Burn a Stream or Raise a Wall in WhiteboxTools

Burn a Stream or Raise a Wall in WhiteboxTools

Often it is necessary to re-condition a DEM by burning streams or raising walls to force a watershed to be delineated with known streams or boundaries (example: NHD streams or WBD HUC boundaries). WhiteboxTools provide a couple of convenient tools for burning a stream or raising a wall which inlcude FillBurn, RaiseWalls, and BurnStreamsAtRoads.

FillBurn

This tools burns a stream into an existing DEM (Figure 1). The stream alignment needs to be provided as a vector shapefile. The resulted DEM is shown in Figure 2.

Figure 1
Figure 2

RaiseWalls

This tools burns a wall with a specified height above an existing DEM ground (Figure 3). The wall alignment needs to be provided as a vector shapefile. An optional breach line may be needed so the area surrounded by the newly erected walls will not become depressed. The re-conditioned DEM with the new wall is shown in Figure 4.

Figure 3
Figure 4

The watersheds delineated after and before the wall is burned are shown in Figure 5. It is obvious the new wall blocks the flow coming from the upstream side, which results in a much smaller watershed.

Figure 5

BurnStreamsAtRoads

This tool is convenient to burn a stream crossing an roadway embankment if the DEM or LiDAR does not pick up the crossing where there is a culvert or a bridge. Two vector shapefiles are required: one for stream alignment and the other for roadway. The stream alignment should connect to the existing stream on either side of the roadway. The burned stream is along the stream alignment and its length is determined by the Road Embankment Width value (half of it on either side of the roadway, Figure 7). It appears that the value of Road Embankment Width must be provided, and otherwise, the output DEM is the same as the input DEM.

Figure 6
Figure 7

Figure 7 is only for illustration purpose to show the function of BurnStreamsAtRoads. The stream alignment (the solid blue line) does not actually connect to a stream to the upper side of the roadway in this example.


» Work to be completed:
When you reach the line that contains "Image resolution: width=1507" below, transcribe it and each line after it word for word to the end of the records, omitting pictures.

» Data for the task:
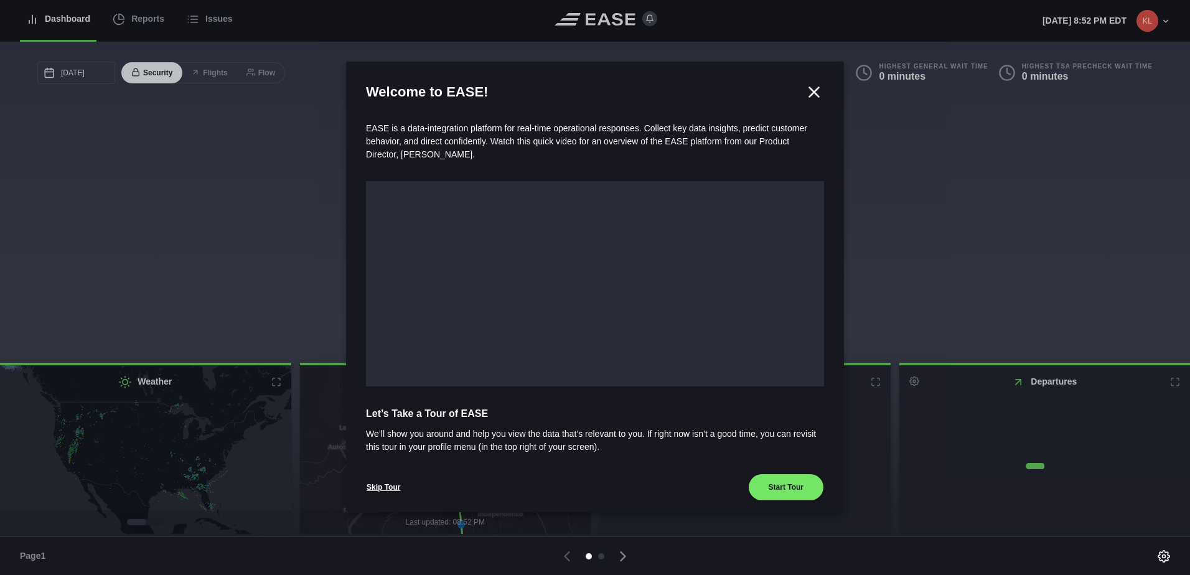 This screenshot has height=575, width=1190. What do you see at coordinates (383, 487) in the screenshot?
I see `button: Skip Tour` at bounding box center [383, 487].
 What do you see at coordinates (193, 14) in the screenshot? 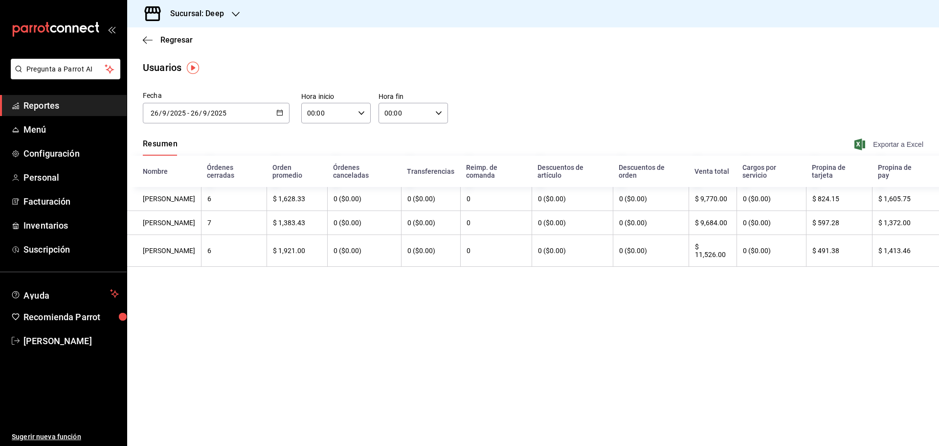
I see `h3: Sucursal: Deep` at bounding box center [193, 14].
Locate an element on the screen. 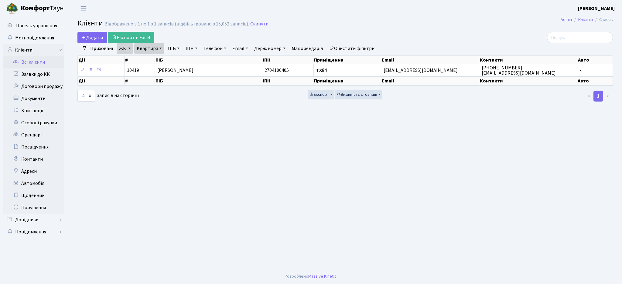 The image size is (622, 284). a: Додати is located at coordinates (92, 38).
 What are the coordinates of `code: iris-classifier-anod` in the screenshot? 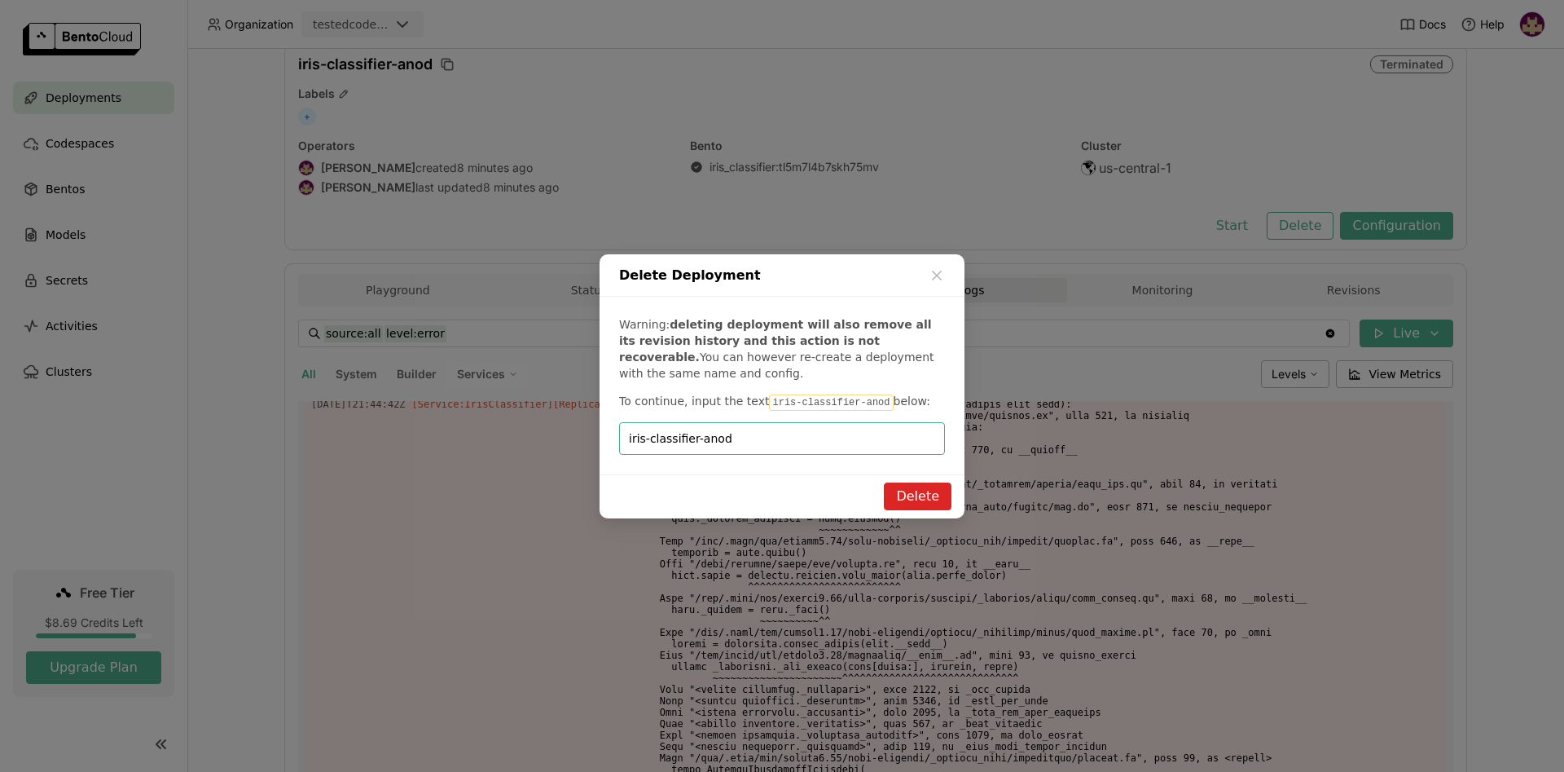 It's located at (831, 403).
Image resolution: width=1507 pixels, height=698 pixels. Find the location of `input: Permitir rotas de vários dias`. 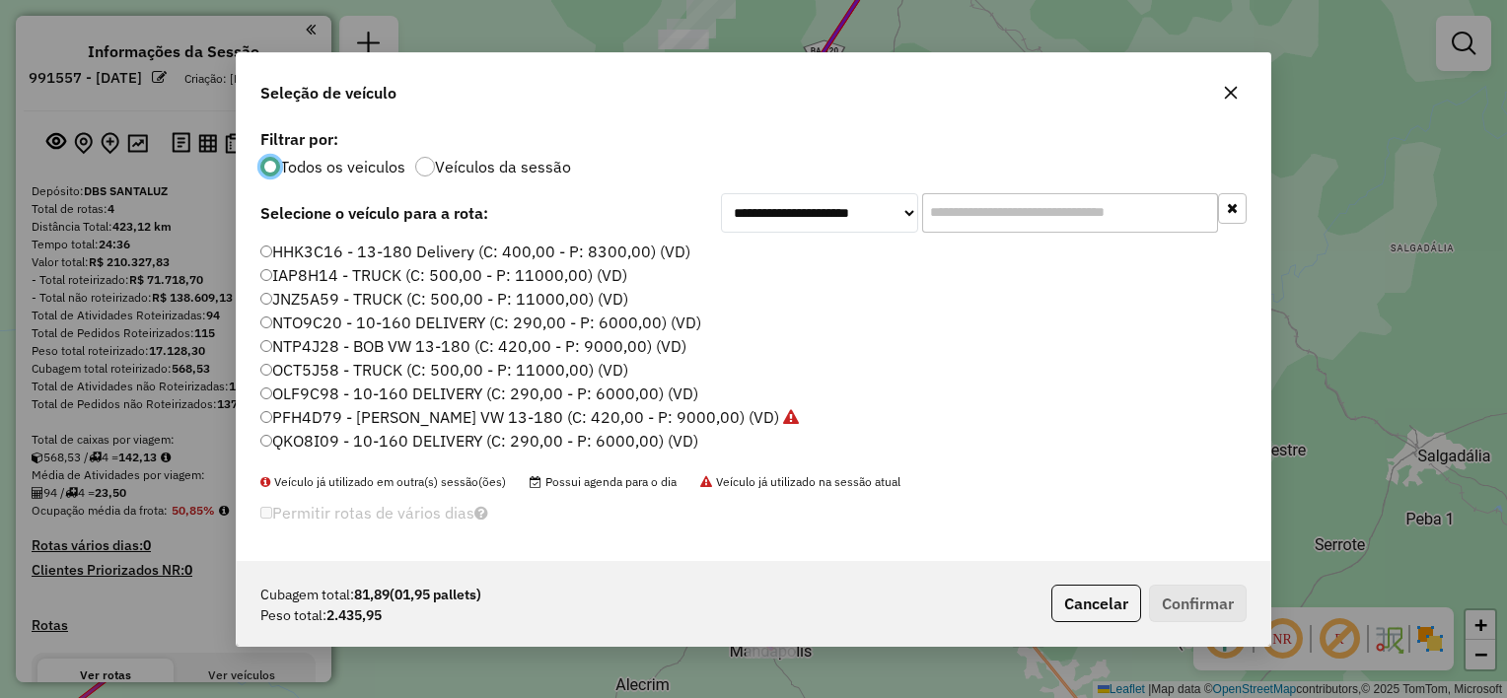

input: Permitir rotas de vários dias is located at coordinates (266, 513).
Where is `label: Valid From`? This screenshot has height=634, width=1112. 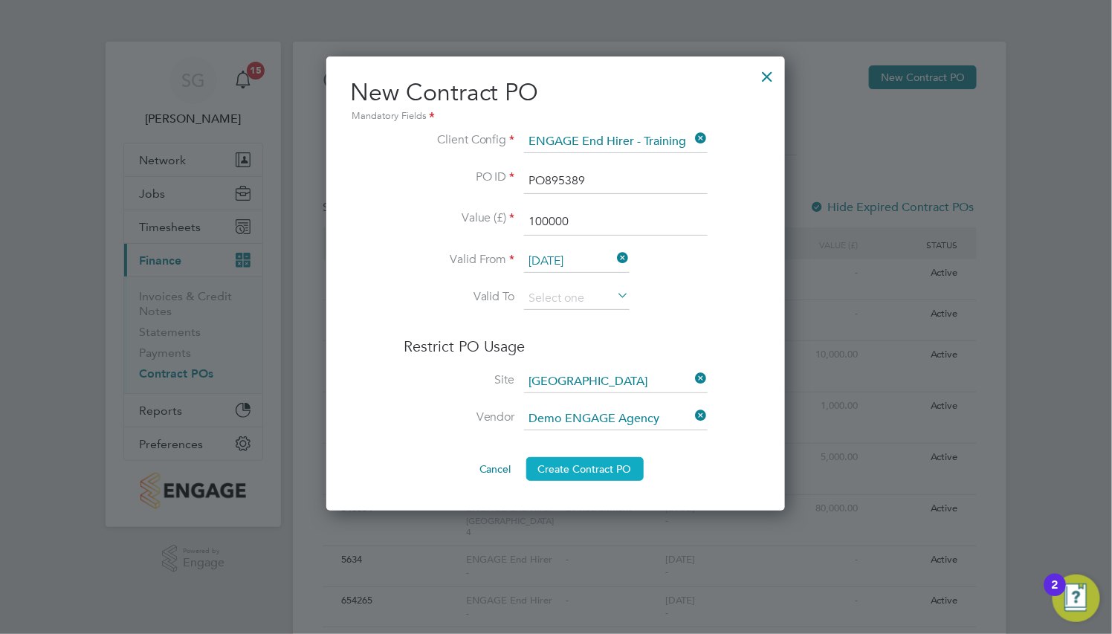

» Exercise response:
Image resolution: width=1507 pixels, height=698 pixels. Find the location of `input: Permitir rotas de vários dias`. 

input: Permitir rotas de vários dias is located at coordinates (266, 513).
Where is `label: Valid From`? This screenshot has height=634, width=1112. 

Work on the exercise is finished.